My Role: Creative Director, Video Director (DoP), Edit & Post-Production
Services: Creative Direction, Video Production, Editing, Campaign Strategy
Platform: Online Campaign + Live Event (FREESTYLE CH Zürich)
Client: Swiss Youth Hostels (SJH)
Timeline: 14 weekends, May – Sept 2010
Youth campaign – through scene co-creation
Swiss Youth Hostels needed to reach snowboard and hip-hop communities. Through co-created dance contest, weekly learning videos, and scene partnerships (Real01, 21lifestyle, 7 Dollar Taxi), we built a movement. 450+ participants. 21K+ views not included earned community posts. Zero paid ads. Authenticity beats advertising budgets.

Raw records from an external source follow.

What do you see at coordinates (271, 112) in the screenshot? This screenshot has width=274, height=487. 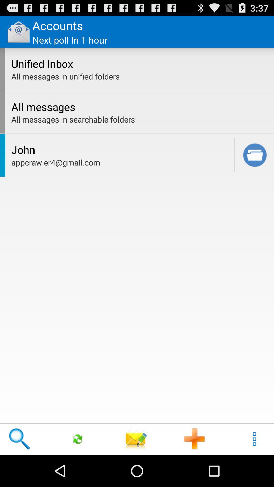 I see `choose the app above the all messages in app` at bounding box center [271, 112]. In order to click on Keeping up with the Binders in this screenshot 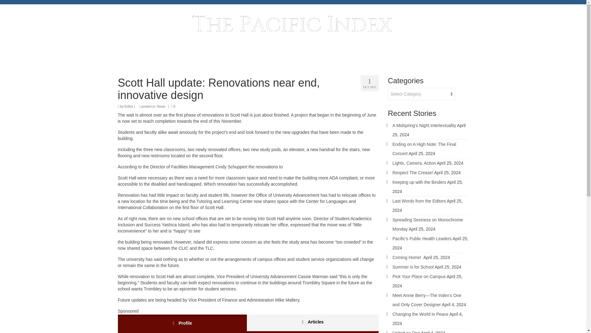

Core shift: From marketing to communities to co-creating with them – through shared ownership.
3 Min. Read
How we solved problems
Three challenges, three breakthroughs
Youth scenes don't buy hype. They create it.
The brief said «target youth culture.» Reality said «youth reject advertising.» I didn't hire influencers. I called scene leaders: Real01 (choreography), 21lifestyle (production), 7 Dollar Taxi (band). We co-created. No one got paid. Everyone showed up.
Result: 450+ dance contest participants, 21K+ video views, zero paid ads. Ownership beats sponsorship.
Weekly learning videos lowered barriers and built momentum.
Teaching the full routine at once felt intimidating. We released 4 weekly episodes (60-90 seconds each). Learn 15 seconds per week. Achievable. Each episode ended with a cliffhanger: «Next move drops Friday.» Built habit.
Created anticipation. Made participation feel possible. Snackable content beats overwhelming tutorials.
Content Strategy: 4 weekly episodes 60-90 seconds each 15-second moves per week Cliffhanger endings Released on Facebook
Shared budget meant shared ownership.
CHF 12K Budget: Permits + gear Food for 50+ people Post-event celebration Zero salaries Everyone volunteered
CHF 12K wasn't for hiring. It was for permits, gear, food, and celebrating together. No salaries. Scene leaders, dancers, band – all volunteers. 32 crew dancers + 23 enthusiasts spent a Saturday filming across 5 Zürich locations.
The budget wasn't a constraint. It was the party fund. Co-creation demands shared risk and shared reward.
Key Learnings
What this project taught me
Creators beat consumers every time
People don't want to be marketed to. They want to co-create. The pain: convincing Swiss Youth Hostels to give creative control to scene leaders, not agencies. What worked: framing it as «their stage, our support,» which earned authenticity no ad budget could buy.
Chaos is part of the process – build crews that adapt
Location canceled 1 week before shoot. Band availability shifted. Volunteers bailed last-minute. The pain: constant pivots while working full-time at Publicis Modem. What saved me: scene networks with backup dancers, flexible timelines, and crews that adapted together instead of breaking.
Trust is the only currency that matters with youth culture
Scene leaders said «this is real.» Their networks listened. No ad could buy that credibility. What helped: giving Real01 and 21lifestyle full creative control, respecting their vision, and supporting – not directing – the process.
Why this still matters
Authenticity can't be faked. It has to be co-created.
In 2010, this was called «viral marketing.» Today it's «influencer co-creation.» The tactics evolved. The principle stayed: youth culture doesn't respond to campaigns. It responds to movements. This dance contest proved that shared ownership (scene leaders leading, not following) beats paid placements. Always.